On Trump orders, thousands of JFK assassination documents newly public

CIA Headquarters Locked Down After Shocking Firing Following JFK Files Release | Watch
WASHINGTON: Thousands of pages of digital documents related to the 1963 assassination of President John F Kennedy are now available for historians, conspiracy theorists and the merely curious, following orders from US President Trump.
An initial tranche of electronic copies of papers flooded into the National Archives website on Tuesday evening after justice department lawyers spent hours scouring them. As of 10.30pm, the National Archives had published 2,182 PDFs totaling 63,400 pages. Trump had said a day earlier that the release would include around 80,000 pages. The archives did not immediately respond on Wednesday to a request for comment on whether more documents would soon be released. The archives' Kennedy assassination collection has more than six million pages of records, the vast majority of which had been made public before Trump's order.
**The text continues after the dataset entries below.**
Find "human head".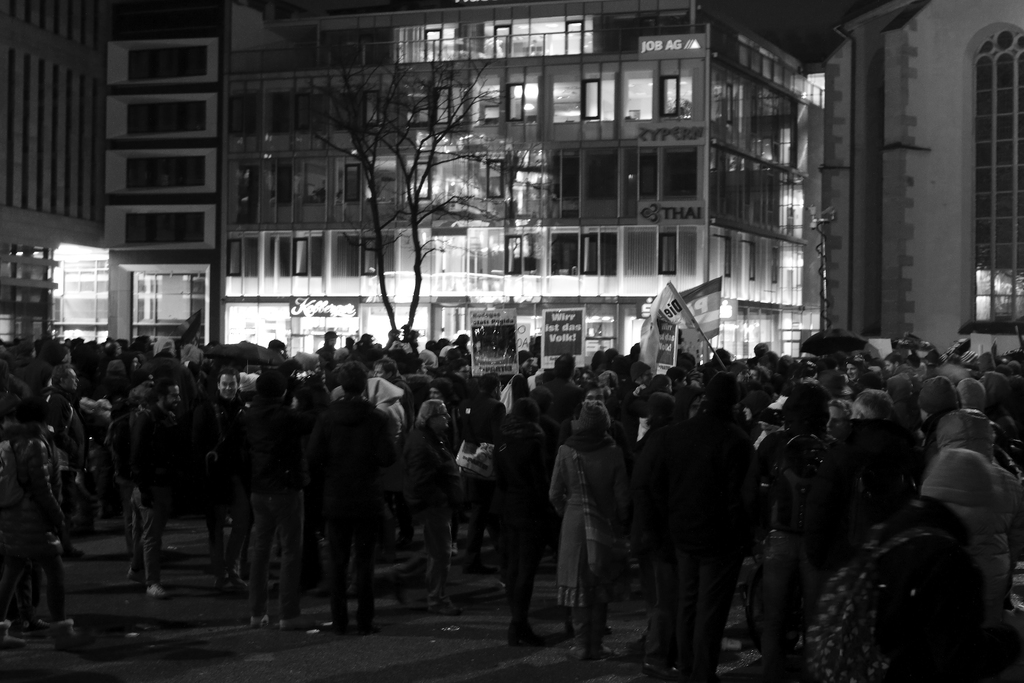
(x1=340, y1=367, x2=366, y2=395).
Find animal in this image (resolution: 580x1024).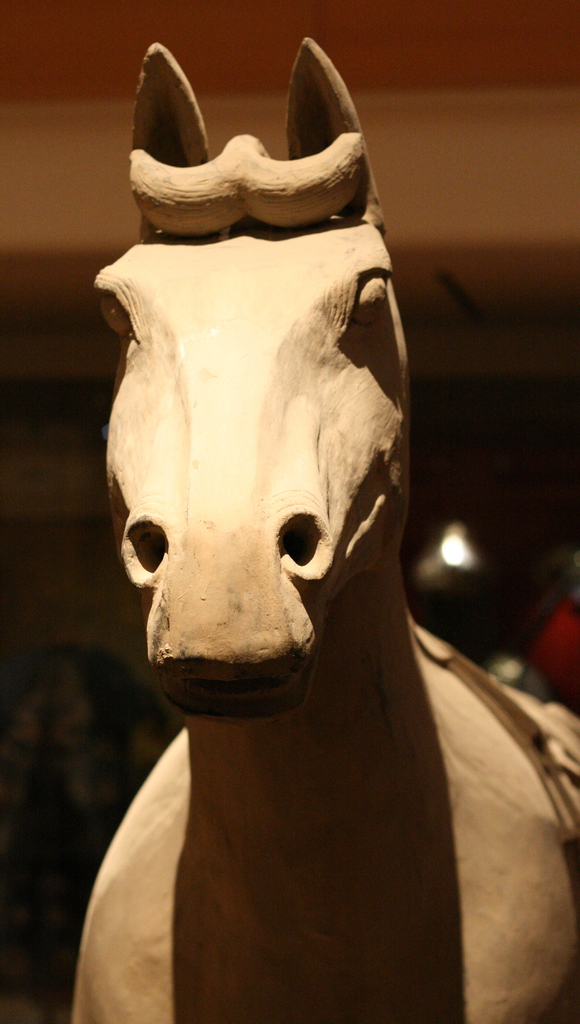
x1=74 y1=43 x2=579 y2=1023.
The digital documents released on Tuesday offer a window into the climate of fear surrounding US relations with the Soviet Union shortly after the Cuban Missile Crisis of 1962. Experts doubt the new release will change what is known about the killing of JFK, as Kennedy is known, in Dallas on Nov 22, 1963. The release is nonetheless likely to intrigue people.
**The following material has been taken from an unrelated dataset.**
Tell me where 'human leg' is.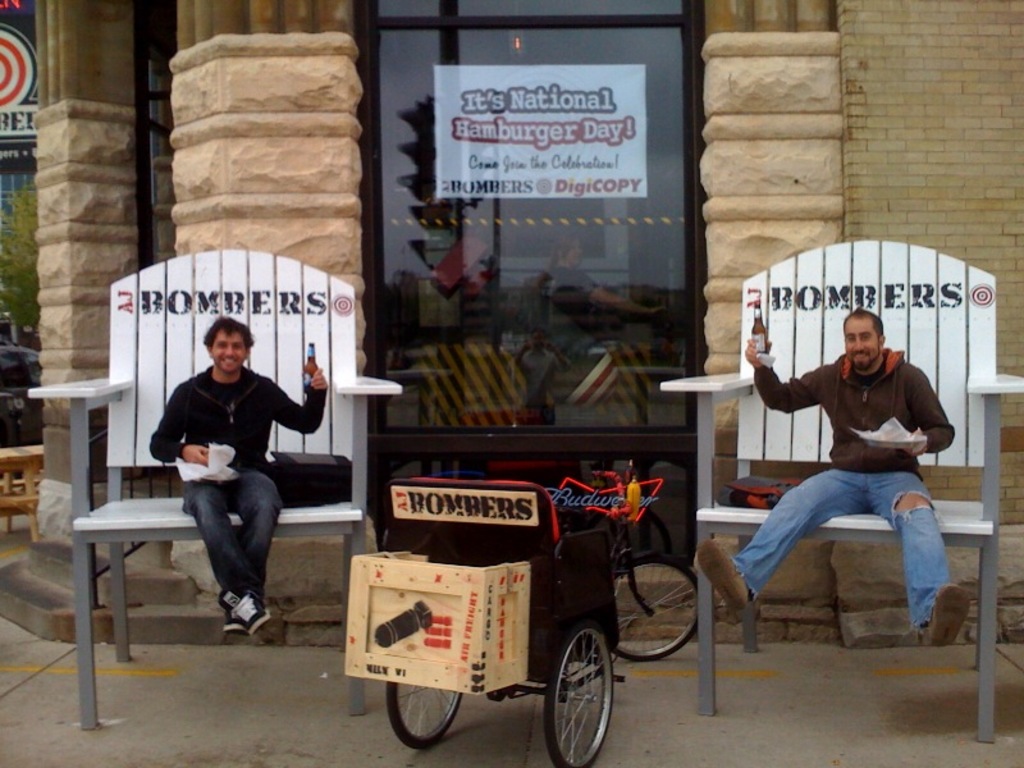
'human leg' is at {"left": 864, "top": 466, "right": 968, "bottom": 645}.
Fredrik Logevall, a Harvard history professor whose books include "JFK: Coming of Age in the American Century 1917-56," said in an email the new papers may help fill in the picture, but added, "...I don't expect dramatic new revelations that alters in some fundamental way our grasp of the event."
One document with the heading "secret" was a typed account with handwritten notes of a 1964 interview by a Warren Commission researcher who questioned Lee Wigren, a CIA employee, about inconsistencies in material provided to the commission by the state department and the CIA about marriages between Soviet women and American men. Oswald was married to a Soviet woman at the time of the shooting.
Department of defence documents from 1963 covered the Cold War of the early 1960s and the US involvement in Latin America, trying to thwart Cuban leader Fidel Castro's support of communists in other countries. The documents suggest that Castro would not go so far as to provoke a war with the US or escalate to the point "that would seriously and immediately endanger the Castro regime." One document released from Jan 1962 reveals details of a top secret project called "Operation Mongoose," or simply "the Cuban Project," which was a CIA-led campaign of covert operations and sabotage against Cuba, authorised by Kennedy in 1961, aimed at removing the Castro regime.
Kennedy's murder has been attributed to a sole gunman, Oswald. But polls show many Americans still believe his death was a result of a conspiracy.
Trump's secretary of health and human services, Robert F Kennedy Jr, a nephew of JFK, has said he believes the CIA was involved in his uncle's death, an allegation the agency has described as baseless. Kennedy Jr declined comment when contacted on Tuesday.